Again the Roman trumpets were blown shrill and piercing, and a centurion stepping forward a little way in front of the advanced manipule, shouted at the pitch of his voice,
"Thus perish all the messengers of parricides and traitors!"
Excited, almost beyond his powers of endurance, by what he beheld and heard, the fierce traitor writhed in his hiding place, not sixty paces distant from the speaker, and gnashed his teeth in impotent malignity. His fingers griped the tough shaft of his massive pilum, as if they would have left their prints in the close-grained ash.
While that ferocious spirit was yet strong within him, the wretched freedman, half frenzied doubtless by his tortures, lifted his voice in a wild cry on his master—
"Catiline! Catiline!" he shrieked so thrillingly that every man in both camps heard every syllable distinct and clear. "Chærea calls on Catiline. Help! save! Avenge! Catiline! Catiline!"
A loud hoarse laugh burst from the Roman legionaries, and the centurion shouted in derision.
But at that instant the desperate spectator of that horrid scene sprang to his feet reckless, and shouting, as he leaped into the circle of bright radiance,
"Catiline hears Chærea, and delivers,"—hurled his massive javelin with deadly aim at his tortured servant.
It was the first blow Catiline ever dealt in mercy, and mercifully did it perform its errand.
The broad head was buried in the naked breast of the victim, and with one sob, one shudder, the spirit was released from the tortured clay.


_Task item_
Read through the lines below for the string "legend" and copy each one that has it.
[[ Given records, beginning ]]
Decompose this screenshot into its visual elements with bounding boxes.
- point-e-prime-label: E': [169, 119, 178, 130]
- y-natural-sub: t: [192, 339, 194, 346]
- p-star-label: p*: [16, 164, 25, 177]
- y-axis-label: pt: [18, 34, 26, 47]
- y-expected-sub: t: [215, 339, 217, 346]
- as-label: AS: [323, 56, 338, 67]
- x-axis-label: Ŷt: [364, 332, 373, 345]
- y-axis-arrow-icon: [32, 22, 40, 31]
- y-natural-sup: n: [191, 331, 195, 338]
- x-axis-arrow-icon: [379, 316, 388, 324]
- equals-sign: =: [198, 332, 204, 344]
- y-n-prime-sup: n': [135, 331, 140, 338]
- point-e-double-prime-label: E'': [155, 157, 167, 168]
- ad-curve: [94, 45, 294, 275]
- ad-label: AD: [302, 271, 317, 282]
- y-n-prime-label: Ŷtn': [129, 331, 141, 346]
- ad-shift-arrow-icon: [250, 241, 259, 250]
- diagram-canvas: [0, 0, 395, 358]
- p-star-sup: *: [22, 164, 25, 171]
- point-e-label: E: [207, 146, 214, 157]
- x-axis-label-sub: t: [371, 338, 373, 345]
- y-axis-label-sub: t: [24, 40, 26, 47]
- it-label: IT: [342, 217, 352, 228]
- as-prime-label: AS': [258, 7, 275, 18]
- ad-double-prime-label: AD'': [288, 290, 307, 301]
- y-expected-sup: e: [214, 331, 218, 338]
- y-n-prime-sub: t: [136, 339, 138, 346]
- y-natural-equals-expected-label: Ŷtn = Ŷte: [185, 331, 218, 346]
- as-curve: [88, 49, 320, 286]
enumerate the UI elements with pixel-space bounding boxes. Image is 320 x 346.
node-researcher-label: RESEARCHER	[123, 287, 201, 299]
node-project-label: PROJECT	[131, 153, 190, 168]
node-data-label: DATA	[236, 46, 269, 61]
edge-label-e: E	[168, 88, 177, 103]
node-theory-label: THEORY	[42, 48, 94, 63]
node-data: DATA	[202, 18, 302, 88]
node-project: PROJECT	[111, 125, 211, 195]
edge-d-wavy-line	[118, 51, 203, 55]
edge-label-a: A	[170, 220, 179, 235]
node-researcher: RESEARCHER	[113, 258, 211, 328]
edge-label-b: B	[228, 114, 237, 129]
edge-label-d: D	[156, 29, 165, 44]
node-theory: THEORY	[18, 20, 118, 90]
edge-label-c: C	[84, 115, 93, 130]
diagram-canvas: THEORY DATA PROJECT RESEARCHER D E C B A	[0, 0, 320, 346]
[[ Given records, end ]]
[[ Given records, beginning ]]
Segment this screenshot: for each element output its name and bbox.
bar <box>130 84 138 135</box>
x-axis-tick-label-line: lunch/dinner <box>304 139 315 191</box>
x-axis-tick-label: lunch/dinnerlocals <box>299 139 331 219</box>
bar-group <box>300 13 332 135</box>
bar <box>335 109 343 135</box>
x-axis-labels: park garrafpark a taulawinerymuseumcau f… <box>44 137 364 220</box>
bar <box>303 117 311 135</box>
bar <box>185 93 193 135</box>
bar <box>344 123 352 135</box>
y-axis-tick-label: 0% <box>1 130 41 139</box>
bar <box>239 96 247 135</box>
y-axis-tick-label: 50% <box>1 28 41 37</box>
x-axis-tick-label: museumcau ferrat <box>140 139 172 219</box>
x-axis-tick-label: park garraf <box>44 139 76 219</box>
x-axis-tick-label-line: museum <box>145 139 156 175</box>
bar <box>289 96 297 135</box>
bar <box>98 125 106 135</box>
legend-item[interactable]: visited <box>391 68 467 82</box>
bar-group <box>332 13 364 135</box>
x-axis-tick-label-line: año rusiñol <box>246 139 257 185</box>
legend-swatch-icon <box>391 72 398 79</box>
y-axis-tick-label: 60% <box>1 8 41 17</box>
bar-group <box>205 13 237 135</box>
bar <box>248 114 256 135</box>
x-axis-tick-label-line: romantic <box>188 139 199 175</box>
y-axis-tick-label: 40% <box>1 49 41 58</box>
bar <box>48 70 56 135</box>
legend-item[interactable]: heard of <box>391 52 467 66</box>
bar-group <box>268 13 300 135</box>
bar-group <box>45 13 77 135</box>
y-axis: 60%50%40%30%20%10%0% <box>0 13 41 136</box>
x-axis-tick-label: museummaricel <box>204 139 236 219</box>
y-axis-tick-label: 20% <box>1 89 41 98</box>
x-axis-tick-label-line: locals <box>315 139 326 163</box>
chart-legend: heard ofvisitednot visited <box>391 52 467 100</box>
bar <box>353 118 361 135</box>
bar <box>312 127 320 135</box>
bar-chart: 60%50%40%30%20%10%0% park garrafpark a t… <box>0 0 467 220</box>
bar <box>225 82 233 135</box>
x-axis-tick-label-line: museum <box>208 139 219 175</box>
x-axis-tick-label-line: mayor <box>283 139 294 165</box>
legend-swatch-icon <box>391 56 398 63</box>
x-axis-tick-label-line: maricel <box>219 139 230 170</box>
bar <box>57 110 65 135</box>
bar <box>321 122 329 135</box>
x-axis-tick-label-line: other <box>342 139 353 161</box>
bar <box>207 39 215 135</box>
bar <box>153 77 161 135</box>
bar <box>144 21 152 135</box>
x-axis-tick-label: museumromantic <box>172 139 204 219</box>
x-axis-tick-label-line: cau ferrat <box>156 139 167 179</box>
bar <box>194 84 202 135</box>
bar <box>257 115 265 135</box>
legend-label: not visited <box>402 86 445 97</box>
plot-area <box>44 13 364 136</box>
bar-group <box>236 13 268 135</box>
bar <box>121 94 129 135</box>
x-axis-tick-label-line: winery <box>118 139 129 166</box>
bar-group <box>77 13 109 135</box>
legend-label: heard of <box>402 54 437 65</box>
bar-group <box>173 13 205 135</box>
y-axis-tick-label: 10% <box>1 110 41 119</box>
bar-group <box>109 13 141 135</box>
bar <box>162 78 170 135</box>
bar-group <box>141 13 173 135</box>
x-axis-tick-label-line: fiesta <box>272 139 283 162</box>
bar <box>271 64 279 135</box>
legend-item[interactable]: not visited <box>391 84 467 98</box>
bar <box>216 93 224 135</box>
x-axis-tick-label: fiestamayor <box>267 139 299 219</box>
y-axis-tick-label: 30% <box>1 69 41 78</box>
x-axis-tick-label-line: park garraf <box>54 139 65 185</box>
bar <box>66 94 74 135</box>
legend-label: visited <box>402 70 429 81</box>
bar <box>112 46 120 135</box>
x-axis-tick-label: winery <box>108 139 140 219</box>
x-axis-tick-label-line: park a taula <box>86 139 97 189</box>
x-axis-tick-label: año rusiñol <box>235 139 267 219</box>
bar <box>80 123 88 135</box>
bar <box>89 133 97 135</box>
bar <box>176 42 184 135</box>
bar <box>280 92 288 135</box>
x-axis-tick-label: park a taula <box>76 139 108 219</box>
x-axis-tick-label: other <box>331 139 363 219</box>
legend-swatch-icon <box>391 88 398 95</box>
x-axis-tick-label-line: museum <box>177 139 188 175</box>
[[ Given records, end ]]
_Answer section_
legend-item[interactable]: visited <box>391 68 467 82</box>
legend-swatch-icon <box>391 72 398 79</box>
legend-item[interactable]: heard of <box>391 52 467 66</box>
chart-legend: heard ofvisitednot visited <box>391 52 467 100</box>
legend-swatch-icon <box>391 56 398 63</box>
legend-label: not visited <box>402 86 445 97</box>
legend-label: heard of <box>402 54 437 65</box>
legend-item[interactable]: not visited <box>391 84 467 98</box>
legend-label: visited <box>402 70 429 81</box>
legend-swatch-icon <box>391 88 398 95</box>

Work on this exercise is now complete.